Background Investigations

OPM’s Background Investigation Process: A Special 60 Minutes Report

treasurybuilding-locphoto-header

60 Minutes aired a special report on November 8th that revealed the details of their special investigation into how the likes of Snowden, Alexis, and Manning were all able to pass the background investigation process and be granted security clearances.  The report revealed data sources and information that clearly brought to light incidents with glaring red flags that should have raised concerns and resulted in immediate suspension of their security clearances.

Errors, Omissions and Costly Carelessness

The Office of Personnel Management (OPM) was the main target of the report that outlined numerous gaps, process failures, and a sense of tunnel vision by OPM that focused on meeting timeliness and quota requirements over thoroughness. Former DoD adjudicators were interviewed and told the story of numerous instances where discrepant information reported by OPM in the Report of Investigation (ROI) caused serious concerns. For example, in seven out of ten cases where the ROI reported that the FBI name check had no pertinent information, there was actually a record of an arrest that should have been reported and followed up on. Another example detailed how Edward Snowden was able to bypass OPM’s check of his past employment by claiming that the information was classified. OPM, despite having investigators who are cleared at the Top Secret level, failed to follow up to verify his previous employment. Had OPM done this they would have found issues and concerns documented by the CIA that would have raised serious concerns.

OPM declined to comment or provide any corroborating information on anything brought up in the report, but rather just stated that it was working aggressively to incorporate new data sources and reviewing key aspects of the security clearance process. Perhaps a return to the 80’s, where the Defense Security Service conducted the background investigations, would fix some of these issues. In my experience as an applicant, clearance holder, security manager, investigator, and adjudicator I have been interviewed many times, have interviewed many others, and read many ROIs. By far the best ones were written in times before we were just worried about timeliness, quotas, and the bottom line.

Comment Archive

  1. Avatar

    Well that was a letdown… Pretty disappointed with the “reporting”. A lot of the issues they highlighted wouldn’t have come out during a background investigation because they aren’t investigative requirements. They could have addresses the elephant in the room but chose not to. Disappointing.

  2. Avatar

    That 60 minutes interview was nothing new to me. If 60 minutes really wanted to do some investigative journalism then they would have interviewed some former or current investigators about the issues with the corrupt OPM contractors (Especially those that worked for USIS) and the glaring weaknesses and intricacies of the OPM process in general. I thought they barely scratched the service on the problems with the BI process.

    How about less emphasis on investigators having to worry about why the home telephone is different than the mobile phone and how someone attended college while employed full time and more emphasis on character, conduct, integrity, and the overall person as a whole. That’s the real problem with the BI process.

    Problem is nothing will change…its just a rubber stamping process…to most of us we don’t feel like any real investigations into the person are being done when we spend more time on why the Subject’s home and cell phone are the same number.

    If they really want to blow the lid off of this…then they need to read these forums and glassdoor.com about USIS and KGS or interview the people actually doing the investigations. That would make people perk up a little by reading those things.

    Yeah…didn’t learn much…oh by the way in that 60 minute piece..something they failed to discuss was that the Seattle PD didn’t cooperate with the Alexis investigation or that police report would have been in the investigative file. The Investigator had to note out the item. Seattle PD should be to blame for that also in regards to not cooperating with the OPM BI process.

    The other thing that needs to be mentioned is the ajudicative process is way too lax in determining who gets a clearance. We have all completed that horrible 65 page report of people with major issues and derogatory information with less than half of the people recommending the candidate only to find out that the person still got a clearance or was able to still retains his/her clearance…I realize it’s a futile process.

    A lot of the problem in this process that doesn’t get enough discussion or is rarely ever is questioned is the lax adjudicative process. They let damn near anyone get a TS or Q clearance. The adjudicative process is a big part of the problem and the government needs to address it.

    Anyways, the only thing we can control in this process is the integrity and thoroughness of the product we deliver. Timeliness is outside of our control. Quality is getting to that point also unless you have integrity to do a thorough job and tell management to pound sand about timelines.

  3. Avatar

    It’s amazing that not once did they focus on the nefarious acts committed by USIS or the insanity its employees went through daily or the insanity that CACI’s and KGS’s employees go through daily to close cases to meet revenue. Not to aid in the protection of national security. Overall, a weak segment by 60 Minutes which left me wanting more.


● **Prompt**
A verbatim copy of the full data, with no pictures, is the expected answer.

● **Provided records**

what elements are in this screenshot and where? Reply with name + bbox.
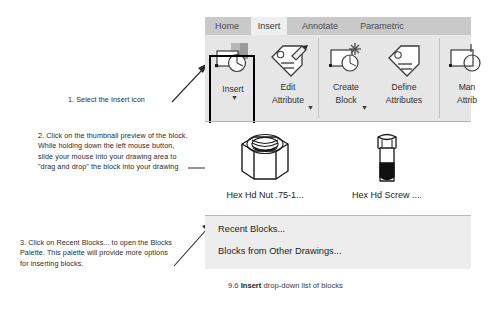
create-block-label-line1: Create [333,82,359,93]
annotation-step-2: 2. Click on the thumbnail preview of the… [38,131,190,173]
block-gallery-item[interactable]: Hex Hd Nut .75-1... [209,127,321,200]
insert-button[interactable]: Insert ▼ [211,37,255,119]
autocad-insert-ribbon-screenshot: Home Insert Annotate Parametric Insert ▼ [205,17,471,271]
tab-insert[interactable]: Insert [251,17,287,35]
insert-block-icon [211,40,255,80]
manage-attributes-label-line2: Attrib [457,95,477,106]
manage-attributes-icon [445,40,489,80]
menu-item-recent-blocks[interactable]: Recent Blocks... [218,224,285,234]
figure-caption-rest: drop-down list of blocks [261,281,342,290]
figure-caption-number: 9.6 [228,281,241,290]
edit-attribute-icon [266,40,310,80]
manage-attributes-button[interactable]: Man Attrib [441,37,489,119]
create-block-label-line2: Block [335,95,356,106]
define-attributes-icon [382,40,426,80]
tab-home[interactable]: Home [207,17,247,35]
ribbon-tab-strip: Home Insert Annotate Parametric [205,17,471,35]
menu-item-blocks-from-other-drawings[interactable]: Blocks from Other Drawings... [218,246,341,256]
figure-caption-bold-term: Insert [241,281,262,290]
define-attributes-label-line2: Attributes [386,95,422,106]
tab-parametric[interactable]: Parametric [351,17,413,35]
block-gallery-item-label: Hex Hd Nut .75-1... [209,190,321,200]
tab-annotate[interactable]: Annotate [293,17,347,35]
edit-attribute-label-line1: Edit [281,82,296,93]
block-thumbnail-gallery: Hex Hd Nut .75-1... Hex Hd Screw .... [205,123,471,215]
define-attributes-label-line1: Define [392,82,417,93]
insert-dropdown-menu: Recent Blocks... Blocks from Other Drawi… [205,215,471,269]
create-block-button[interactable]: Create Block ▼ [323,37,369,119]
hex-head-nut-thumbnail[interactable] [220,127,310,189]
block-gallery-item[interactable]: Hex Hd Screw .... [331,127,443,200]
edit-attribute-button[interactable]: Edit Attribute ▼ [261,37,315,119]
annotation-step-3: 3. Click on Recent Blocks... to open the… [20,238,172,269]
create-block-dropdown-caret-icon[interactable]: ▼ [361,105,368,111]
panel-divider-1 [318,38,319,118]
hex-head-screw-thumbnail[interactable] [342,127,432,189]
create-block-icon [324,40,368,80]
figure-caption: 9.6 Insert drop-down list of blocks [228,281,343,290]
edit-attribute-dropdown-caret-icon[interactable]: ▼ [307,105,314,111]
insert-button-label: Insert [222,84,244,95]
manage-attributes-label-line1: Man [459,82,476,93]
edit-attribute-label-line2: Attribute [272,95,304,106]
panel-divider-2 [439,38,440,118]
insert-dropdown-caret-icon[interactable]: ▼ [231,95,238,101]
define-attributes-button[interactable]: Define Attributes [373,37,435,119]
block-gallery-item-label: Hex Hd Screw .... [331,190,443,200]
ribbon-bottom-border [205,121,471,122]
ribbon-block-panel: Insert ▼ Edit Attribute ▼ [205,35,471,122]
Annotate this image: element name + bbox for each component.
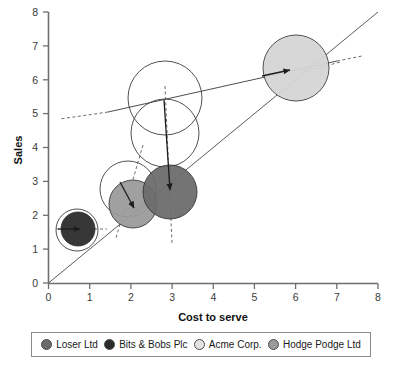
x-tick-label-2: 2 xyxy=(128,291,134,303)
legend-label-bits-and-bobs-plc: Bits & Bobs Plc xyxy=(119,340,187,350)
legend-swatch-icon-bits-and-bobs-plc xyxy=(104,339,115,350)
chart-legend: Loser Ltd Bits & Bobs Plc Acme Corp. Hod… xyxy=(31,332,371,357)
legend-label-loser-ltd: Loser Ltd xyxy=(56,340,98,350)
y-tick-label-7: 7 xyxy=(32,40,38,52)
trend-line-dash-right xyxy=(337,56,362,61)
legend-label-acme-corp: Acme Corp. xyxy=(209,340,262,350)
x-tick-label-3: 3 xyxy=(169,291,175,303)
parity-diagonal-line xyxy=(49,12,379,283)
y-axis-title: Sales xyxy=(12,136,24,165)
bubble-chart-figure: 8 7 6 5 4 3 2 1 0 Sales 0 1 2 3 4 xyxy=(0,0,402,366)
legend-item-acme-corp[interactable]: Acme Corp. xyxy=(194,339,262,350)
y-tick-label-3: 3 xyxy=(32,175,38,187)
x-tick-label-0: 0 xyxy=(46,291,52,303)
trend-line-dash-left xyxy=(60,112,108,119)
y-tick-label-1: 1 xyxy=(32,243,38,255)
x-axis-title: Cost to serve xyxy=(178,311,248,323)
legend-swatch-icon-hodge-podge-ltd xyxy=(268,339,279,350)
legend-swatch-icon-loser-ltd xyxy=(41,339,52,350)
y-tick-label-4: 4 xyxy=(32,141,38,153)
x-axis: 0 1 2 3 4 5 6 7 8 Cost to serve xyxy=(46,284,382,324)
legend-label-hodge-podge-ltd: Hodge Podge Ltd xyxy=(283,340,361,350)
x-tick-label-5: 5 xyxy=(251,291,257,303)
y-tick-label-6: 6 xyxy=(32,74,38,86)
legend-swatch-icon-acme-corp xyxy=(194,339,205,350)
legend-item-hodge-podge-ltd[interactable]: Hodge Podge Ltd xyxy=(268,339,361,350)
y-axis: 8 7 6 5 4 3 2 1 0 Sales xyxy=(12,6,49,289)
x-tick-label-8: 8 xyxy=(375,291,381,303)
x-tick-label-1: 1 xyxy=(87,291,93,303)
bubble-loser-ltd[interactable] xyxy=(143,165,197,219)
legend-item-loser-ltd[interactable]: Loser Ltd xyxy=(41,339,98,350)
x-tick-label-6: 6 xyxy=(293,291,299,303)
x-tick-label-4: 4 xyxy=(210,291,216,303)
y-tick-label-0: 0 xyxy=(32,277,38,289)
legend-item-bits-and-bobs-plc[interactable]: Bits & Bobs Plc xyxy=(104,339,187,350)
chart-canvas: 8 7 6 5 4 3 2 1 0 Sales 0 1 2 3 4 xyxy=(0,0,402,366)
x-tick-label-7: 7 xyxy=(334,291,340,303)
y-tick-label-8: 8 xyxy=(32,6,38,18)
bubble-acme-corp[interactable] xyxy=(263,35,329,101)
y-tick-label-5: 5 xyxy=(32,107,38,119)
y-tick-label-2: 2 xyxy=(32,209,38,221)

● **Answer section**
what elements are in this screenshot and where? Reply with name + bbox.
create-block-label-line1: Create [333,82,359,93]
annotation-step-2: 2. Click on the thumbnail preview of the… [38,131,190,173]
block-gallery-item[interactable]: Hex Hd Nut .75-1... [209,127,321,200]
insert-button[interactable]: Insert ▼ [211,37,255,119]
autocad-insert-ribbon-screenshot: Home Insert Annotate Parametric Insert ▼ [205,17,471,271]
tab-insert[interactable]: Insert [251,17,287,35]
insert-block-icon [211,40,255,80]
manage-attributes-label-line2: Attrib [457,95,477,106]
manage-attributes-icon [445,40,489,80]
menu-item-recent-blocks[interactable]: Recent Blocks... [218,224,285,234]
figure-caption-rest: drop-down list of blocks [261,281,342,290]
figure-caption-number: 9.6 [228,281,241,290]
edit-attribute-icon [266,40,310,80]
manage-attributes-button[interactable]: Man Attrib [441,37,489,119]
create-block-label-line2: Block [335,95,356,106]
define-attributes-icon [382,40,426,80]
tab-home[interactable]: Home [207,17,247,35]
ribbon-tab-strip: Home Insert Annotate Parametric [205,17,471,35]
menu-item-blocks-from-other-drawings[interactable]: Blocks from Other Drawings... [218,246,341,256]
figure-caption-bold-term: Insert [241,281,262,290]
define-attributes-label-line2: Attributes [386,95,422,106]
tab-parametric[interactable]: Parametric [351,17,413,35]
block-gallery-item-label: Hex Hd Nut .75-1... [209,190,321,200]
tab-annotate[interactable]: Annotate [293,17,347,35]
edit-attribute-label-line1: Edit [281,82,296,93]
block-thumbnail-gallery: Hex Hd Nut .75-1... Hex Hd Screw .... [205,123,471,215]
define-attributes-label-line1: Define [392,82,417,93]
insert-dropdown-menu: Recent Blocks... Blocks from Other Drawi… [205,215,471,269]
create-block-button[interactable]: Create Block ▼ [323,37,369,119]
hex-head-nut-thumbnail[interactable] [220,127,310,189]
block-gallery-item[interactable]: Hex Hd Screw .... [331,127,443,200]
edit-attribute-button[interactable]: Edit Attribute ▼ [261,37,315,119]
annotation-step-3: 3. Click on Recent Blocks... to open the… [20,238,172,269]
create-block-dropdown-caret-icon[interactable]: ▼ [361,105,368,111]
panel-divider-1 [318,38,319,118]
hex-head-screw-thumbnail[interactable] [342,127,432,189]
create-block-icon [324,40,368,80]
figure-caption: 9.6 Insert drop-down list of blocks [228,281,343,290]
edit-attribute-dropdown-caret-icon[interactable]: ▼ [307,105,314,111]
insert-button-label: Insert [222,84,244,95]
manage-attributes-label-line1: Man [459,82,476,93]
edit-attribute-label-line2: Attribute [272,95,304,106]
panel-divider-2 [439,38,440,118]
insert-dropdown-caret-icon[interactable]: ▼ [231,95,238,101]
define-attributes-button[interactable]: Define Attributes [373,37,435,119]
block-gallery-item-label: Hex Hd Screw .... [331,190,443,200]
ribbon-bottom-border [205,121,471,122]
ribbon-block-panel: Insert ▼ Edit Attribute ▼ [205,35,471,122]
Annotate this image: element name + bbox for each component.
x-tick-label-2: 2 xyxy=(128,291,134,303)
legend-label-bits-and-bobs-plc: Bits & Bobs Plc xyxy=(119,340,187,350)
legend-swatch-icon-bits-and-bobs-plc xyxy=(104,339,115,350)
chart-legend: Loser Ltd Bits & Bobs Plc Acme Corp. Hod… xyxy=(31,332,371,357)
legend-label-loser-ltd: Loser Ltd xyxy=(56,340,98,350)
y-tick-label-7: 7 xyxy=(32,40,38,52)
trend-line-dash-right xyxy=(337,56,362,61)
legend-label-acme-corp: Acme Corp. xyxy=(209,340,262,350)
x-tick-label-3: 3 xyxy=(169,291,175,303)
parity-diagonal-line xyxy=(49,12,379,283)
y-axis-title: Sales xyxy=(12,136,24,165)
bubble-chart-figure: 8 7 6 5 4 3 2 1 0 Sales 0 1 2 3 4 xyxy=(0,0,402,366)
legend-item-acme-corp[interactable]: Acme Corp. xyxy=(194,339,262,350)
y-tick-label-3: 3 xyxy=(32,175,38,187)
x-tick-label-0: 0 xyxy=(46,291,52,303)
trend-line-dash-left xyxy=(60,112,108,119)
y-tick-label-1: 1 xyxy=(32,243,38,255)
x-axis-title: Cost to serve xyxy=(178,311,248,323)
legend-swatch-icon-hodge-podge-ltd xyxy=(268,339,279,350)
legend-swatch-icon-loser-ltd xyxy=(41,339,52,350)
y-tick-label-4: 4 xyxy=(32,141,38,153)
x-axis: 0 1 2 3 4 5 6 7 8 Cost to serve xyxy=(46,284,382,324)
legend-label-hodge-podge-ltd: Hodge Podge Ltd xyxy=(283,340,361,350)
x-tick-label-5: 5 xyxy=(251,291,257,303)
y-tick-label-6: 6 xyxy=(32,74,38,86)
legend-swatch-icon-acme-corp xyxy=(194,339,205,350)
legend-item-hodge-podge-ltd[interactable]: Hodge Podge Ltd xyxy=(268,339,361,350)
y-axis: 8 7 6 5 4 3 2 1 0 Sales xyxy=(12,6,49,289)
x-tick-label-8: 8 xyxy=(375,291,381,303)
x-tick-label-1: 1 xyxy=(87,291,93,303)
bubble-loser-ltd[interactable] xyxy=(143,165,197,219)
legend-item-loser-ltd[interactable]: Loser Ltd xyxy=(41,339,98,350)
x-tick-label-6: 6 xyxy=(293,291,299,303)
x-tick-label-4: 4 xyxy=(210,291,216,303)
y-tick-label-0: 0 xyxy=(32,277,38,289)
legend-item-bits-and-bobs-plc[interactable]: Bits & Bobs Plc xyxy=(104,339,187,350)
chart-canvas: 8 7 6 5 4 3 2 1 0 Sales 0 1 2 3 4 xyxy=(0,0,402,366)
x-tick-label-7: 7 xyxy=(334,291,340,303)
y-tick-label-8: 8 xyxy=(32,6,38,18)
bubble-acme-corp[interactable] xyxy=(263,35,329,101)
y-tick-label-5: 5 xyxy=(32,107,38,119)
y-tick-label-2: 2 xyxy=(32,209,38,221)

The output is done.